A motorcyclist rides past an election poster of the ruling MPLA party with the picture of President Jose Eduardo dos Santos in the capital Luanda September 2, 2012. REUTERS/Siphiwe Sibeko

(Reuters) – Angola on Friday denied a report by Portuguese state TV that President Jose Eduardo dos Santos was undergoing cancer treatment, saying the long-serving 71-year-old was in good health.

A motorcyclist rides past an election poster of the ruling MPLA party with the picture of President Jose Eduardo dos Santos in the capital Luanda September 2, 2012. REUTERS/Siphiwe Sibeko

The RTP report on Thursday said Dos Santos had checked in to the oncology unit of a clinic in Barcelona. The broadcaster later said on its website he was about to undergo surgery. Neither report cited any sources.

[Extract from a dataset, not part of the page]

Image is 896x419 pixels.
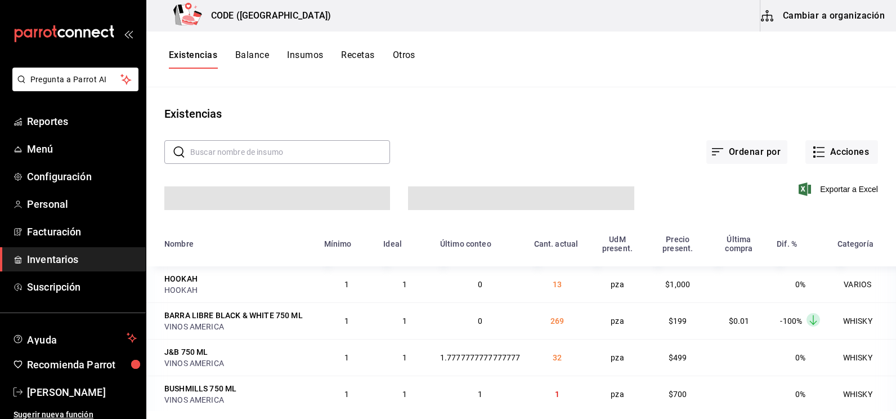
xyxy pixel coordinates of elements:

The president is in Spain, but was not and is not interned in any hospital,” the presidency said in a statement. “He is in good health and will return within days.

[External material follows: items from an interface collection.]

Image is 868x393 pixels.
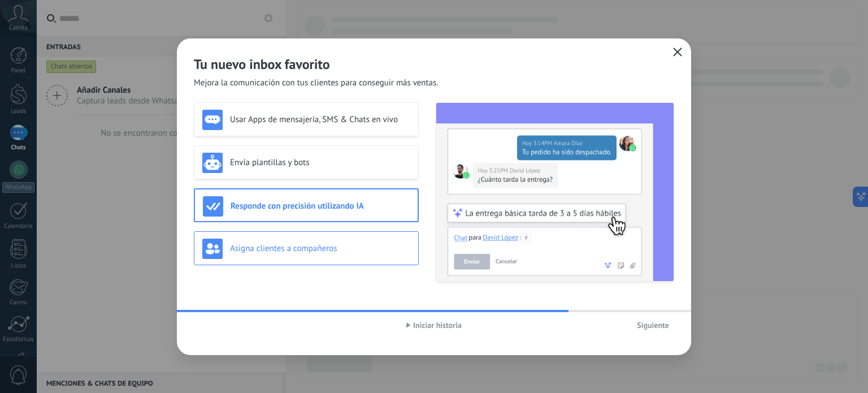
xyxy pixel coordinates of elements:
[637,320,669,329] span: Siguiente
[194,56,674,73] h2: Tu nuevo inbox favorito
[230,201,410,212] h3: Responde con precisión utilizando IA
[230,114,410,125] h3: Usar Apps de mensajería, SMS & Chats en vivo
[413,320,461,329] span: Iniciar historia
[402,316,466,333] button: Iniciar historia
[632,316,674,333] button: Siguiente
[194,78,439,89] span: Mejora la comunicación con tus clientes para conseguir más ventas.
[230,243,410,254] h3: Asigna clientes a compañeros
[230,157,410,168] h3: Envía plantillas y bots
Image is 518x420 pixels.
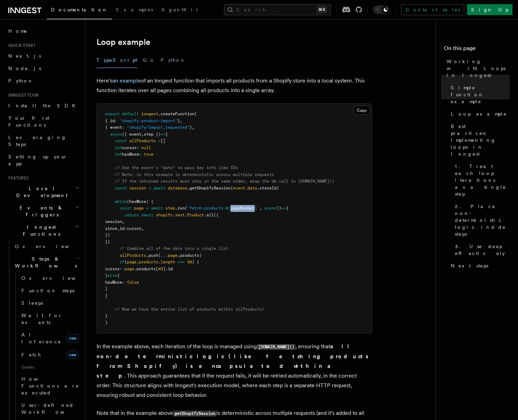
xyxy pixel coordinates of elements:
[178,259,185,264] span: ===
[187,259,192,264] span: 50
[162,7,198,13] span: AgentKit
[257,185,279,190] span: .storeId)
[161,138,166,143] span: []
[158,253,161,258] span: (
[448,259,510,272] a: Next steps
[19,328,81,347] a: AI Inferencenew
[120,205,132,211] span: const
[166,205,175,211] span: step
[6,204,75,218] span: Events & Triggers
[21,376,80,395] span: How Functions are executed
[97,37,151,47] a: Loop example
[136,145,139,150] span: =
[21,352,41,358] span: Fetch
[180,118,182,123] span: ,
[129,138,156,143] span: allProducts
[453,160,510,200] a: 1. Treat each loop iterations as a single step
[453,240,510,259] a: 3. Use sleep effectively
[233,185,245,190] span: event
[67,334,78,342] span: new
[187,205,226,211] span: `fetch-products-
[192,125,194,130] span: ,
[163,266,173,271] span: ].id
[158,138,161,143] span: =
[354,106,370,115] button: Copy
[158,259,161,264] span: .
[154,185,166,190] span: await
[105,266,120,271] span: cursor
[112,2,157,19] a: Examples
[6,175,29,181] span: Features
[19,362,81,373] span: Guides
[6,50,81,62] a: Next.js
[6,112,81,131] a: Your first Functions
[214,213,218,217] span: ({
[105,313,108,318] span: }
[21,275,93,281] span: Overview
[139,259,158,264] span: products
[173,410,216,416] code: getShopifySession
[105,233,110,237] span: })
[127,125,190,130] span: "shopify/import.requested"
[115,145,122,150] span: let
[187,185,231,190] span: .getShopifySession
[451,123,510,157] span: Best practices: implementing loops in Inngest
[122,125,124,130] span: :
[276,205,281,211] span: ()
[143,52,155,68] button: Go
[19,309,81,328] a: Wait for events
[19,297,81,309] a: Sleeps
[122,279,124,285] span: =
[161,259,175,264] span: length
[8,115,49,127] span: Your first Functions
[122,111,139,116] span: default
[115,307,264,311] span: // Now we have the entire list of products within allProducts!
[451,262,488,269] span: Next steps
[122,219,124,224] span: ,
[19,399,81,418] a: User-defined Workflows
[467,4,512,15] a: Sign Up
[149,185,151,190] span: =
[124,259,127,264] span: (
[141,226,144,231] span: ,
[226,205,231,211] span: ${
[6,185,75,198] span: Local Development
[444,55,510,82] a: Working with Loops in Inngest
[8,103,80,108] span: Install the SDK
[129,185,146,190] span: session
[190,125,192,130] span: }
[105,219,122,224] span: session
[122,132,141,136] span: ({ event
[120,259,124,264] span: if
[8,65,41,71] span: Node.js
[447,58,510,79] span: Working with Loops in Inngest
[97,52,137,68] button: TypeScript
[448,82,510,108] a: Simple function example
[141,132,144,136] span: ,
[97,341,373,400] p: In the example above, each iteration of the loop is managed using , ensuring that . This approach...
[120,118,178,123] span: "shopify-product-import"
[6,151,81,170] a: Setting up your app
[19,373,81,399] a: How Functions are executed
[146,205,149,211] span: =
[136,259,139,264] span: .
[255,205,257,211] span: }
[105,273,108,277] span: }
[8,53,41,58] span: Next.js
[122,152,139,157] span: hasMore
[8,134,66,147] span: Leveraging Steps
[21,288,75,293] span: Function steps
[231,205,255,211] span: pageNumber
[115,118,117,123] span: :
[281,205,286,211] span: =>
[141,145,151,150] span: null
[105,226,124,231] span: since_id
[115,152,122,157] span: let
[105,320,108,325] span: )
[105,239,110,244] span: })
[168,185,187,190] span: database
[157,2,202,19] a: AgentKit
[127,259,136,264] span: page
[105,279,122,285] span: hasMore
[67,351,78,359] span: new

In power since 1979, Dos Santos is Africa’s second longest-serving leader. He was elected for a new five-year term in August 2012, and has long kept observers guessing about who might succeed him.

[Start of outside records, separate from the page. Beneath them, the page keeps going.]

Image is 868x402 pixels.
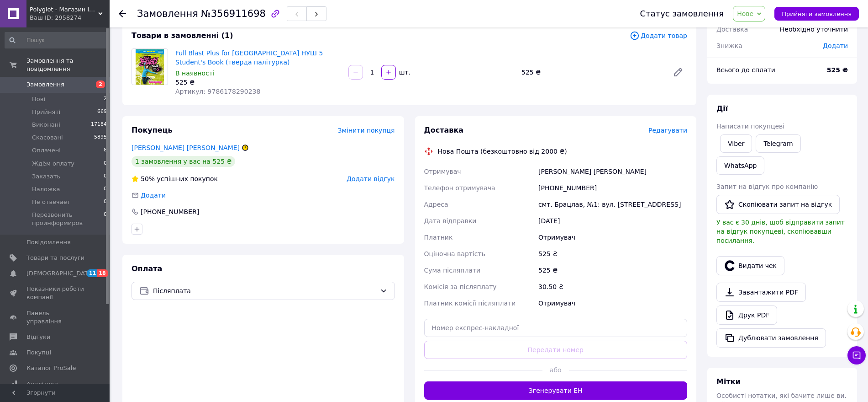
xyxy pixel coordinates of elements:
span: У вас є 30 днів, щоб відправити запит на відгук покупцеві, скопіювавши посилання. [716,218,844,244]
span: 0 [103,159,107,167]
span: Заказать [32,173,60,180]
span: Написати покупцеві [716,123,784,130]
span: Запит на відгук про компанію [716,183,817,190]
div: успішних покупок [131,174,218,183]
div: 525 ₴ [175,78,341,87]
span: Не отвечает [32,198,70,206]
img: Full Blast Plus for Ukraine НУШ 5 Student's Book (тверда палітурка) [136,49,164,85]
span: Всього до сплати [716,67,775,74]
span: Виконані [32,121,60,129]
input: Номер експрес-накладної [424,319,688,336]
div: Отримувач [536,229,689,245]
span: Товари та послуги [26,254,85,262]
span: Платник комісії післяплати [424,300,515,307]
span: 2 [96,81,105,88]
span: 17184 [91,121,107,129]
span: або [542,365,569,374]
span: Товари в замовленні (1) [131,31,234,39]
span: 5895 [94,133,107,142]
span: Ждём оплату [32,159,74,167]
span: 2 [103,95,107,103]
span: Платник [424,234,452,241]
button: Видати чек [716,256,784,275]
span: Панель управління [26,309,85,325]
span: Каталог ProSale [26,363,76,372]
span: 8 [103,146,107,154]
span: Прийняти замовлення [781,11,851,18]
a: Завантажити PDF [716,282,806,301]
div: Повернутися назад [119,9,126,18]
span: Артикул: 9786178290238 [175,88,260,95]
span: Комісія за післяплату [424,283,497,290]
span: Покупець [131,125,172,134]
span: Замовлення [26,81,65,88]
span: 669 [97,108,107,116]
span: Редагувати [648,126,687,134]
span: Змінити покупця [338,126,395,134]
span: 18 [97,269,108,277]
span: Polyglot - Магазин іноземної літератури [30,5,98,14]
span: Скасовані [32,133,63,142]
span: Покупці [26,349,51,356]
span: Наложка [32,185,60,194]
button: Дублювати замовлення [716,328,826,347]
span: Мітки [716,377,740,385]
span: Замовлення та повідомлення [26,57,109,73]
div: Ваш ID: 2958274 [30,14,109,22]
span: Показники роботи компанії [26,285,85,301]
span: Нові [32,95,46,103]
div: шт. [396,67,411,77]
div: [PERSON_NAME] [PERSON_NAME] [536,163,689,180]
b: 525 ₴ [827,67,848,74]
div: [PHONE_NUMBER] [140,207,200,216]
span: 0 [103,173,107,180]
span: 0 [103,185,107,194]
span: Телефон отримувача [424,184,495,192]
button: Скопіювати запит на відгук [716,194,839,214]
a: [PERSON_NAME] [PERSON_NAME] [131,144,240,152]
button: Чат з покупцем [847,346,865,364]
div: 525 ₴ [518,66,665,79]
span: Адреса [424,201,448,208]
span: 50% [141,175,155,182]
span: Додати [141,192,165,199]
a: Full Blast Plus for [GEOGRAPHIC_DATA] НУШ 5 Student's Book (тверда палітурка) [175,49,323,66]
span: 0 [103,198,107,206]
span: Прийняті [32,108,60,116]
span: 11 [87,269,97,277]
span: Відгуки [26,333,50,341]
span: Післяплата [153,286,376,296]
span: Нове [737,10,753,18]
input: Пошук [4,32,108,48]
a: Viber [720,134,752,152]
span: Додати товар [629,31,687,40]
div: Статус замовлення [640,9,724,18]
span: Аналітика [26,379,58,388]
button: Прийняти замовлення [774,7,858,20]
span: Дата відправки [424,217,477,224]
div: смт. Брацлав, №1: вул. [STREET_ADDRESS] [536,196,689,213]
span: Повідомлення [26,238,71,246]
span: В наявності [175,69,214,77]
a: Друк PDF [716,305,777,324]
button: Згенерувати ЕН [424,381,688,399]
div: 525 ₴ [536,245,689,262]
div: Нова Пошта (безкоштовно від 2000 ₴) [436,146,570,156]
div: Отримувач [536,294,689,311]
span: Знижка [716,42,742,49]
span: Перезвонить проинформиров [32,210,103,227]
span: Дії [716,104,728,113]
span: 0 [103,210,107,227]
div: 525 ₴ [536,262,689,279]
span: Оплачені [32,146,60,154]
span: Додати [822,42,848,49]
div: [DATE] [536,213,689,229]
span: №356911698 [201,8,266,19]
span: [DEMOGRAPHIC_DATA] [26,269,94,278]
div: [PHONE_NUMBER] [536,180,689,196]
div: 1 замовлення у вас на 525 ₴ [131,156,235,166]
a: Редагувати [668,63,687,81]
a: Telegram [755,134,800,152]
span: Доставка [716,25,747,33]
span: Додати відгук [346,175,395,182]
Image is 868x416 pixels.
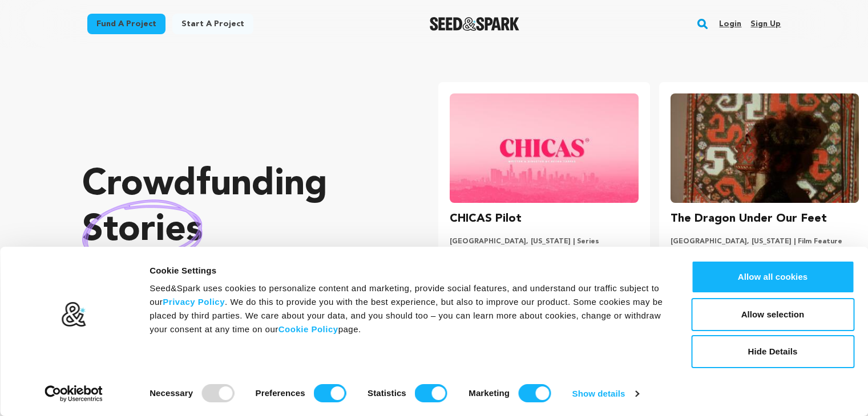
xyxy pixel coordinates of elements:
[24,386,124,403] a: Usercentrics Cookiebot - opens in a new window
[149,389,193,398] strong: Necessary
[149,282,665,337] div: Seed&Spark uses cookies to personalize content and marketing, provide social features, and unders...
[691,298,854,331] button: Allow selection
[149,380,149,380] legend: Consent Selection
[468,389,510,398] strong: Marketing
[430,17,519,31] a: Seed&Spark Homepage
[82,199,203,262] img: hand sketched image
[691,335,854,368] button: Hide Details
[87,14,165,34] a: Fund a project
[367,389,406,398] strong: Statistics
[162,297,225,307] a: Privacy Policy
[671,210,827,228] h3: The Dragon Under Our Feet
[61,301,87,328] img: logo
[719,15,741,33] a: Login
[173,14,253,34] a: Start a project
[450,94,638,203] img: CHICAS Pilot image
[450,237,638,246] p: [GEOGRAPHIC_DATA], [US_STATE] | Series
[278,325,339,334] a: Cookie Policy
[82,162,392,300] p: Crowdfunding that .
[671,94,859,203] img: The Dragon Under Our Feet image
[149,264,665,278] div: Cookie Settings
[671,237,859,246] p: [GEOGRAPHIC_DATA], [US_STATE] | Film Feature
[450,210,522,228] h3: CHICAS Pilot
[256,389,305,398] strong: Preferences
[691,261,854,294] button: Allow all cookies
[750,15,781,33] a: Sign up
[430,17,519,31] img: Seed&Spark Logo Dark Mode
[572,386,639,403] a: Show details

More recently speculation has focused on the state of his health.

He flew to Barcelona from Luanda on November 9 on a private visit. Earlier this year he spent 56 days on a private visit abroad, which Angolan news agency ANGOP said was to Spain, although it was not clear if he spent the whole trip there.

Dos Santos led his MPLA party to victory in a 27-year civil war against rebel group UNITA in 2002 and has since trounced his former war enemy in two elections.

While he presents himself as the guarantor of stability and rapid economic growth since the end of the war, opponents and rights groups have long accused him of doing too little to fight corruption and widespread poverty.

They also accuse him of suppressing human rights and using excessive violence to clamp down on dissent.

UNITA, now the main opposition party, on Saturday held the most significant rallies since the war, to protest the kidnap and possible murder of two activists missing since May 2012.

Police used teargas to disperse crowds in Luanda and detain nearly 300 demonstrators. Just hours before the protests, security forces shot dead a member of a smaller opposition party, CASA-CE.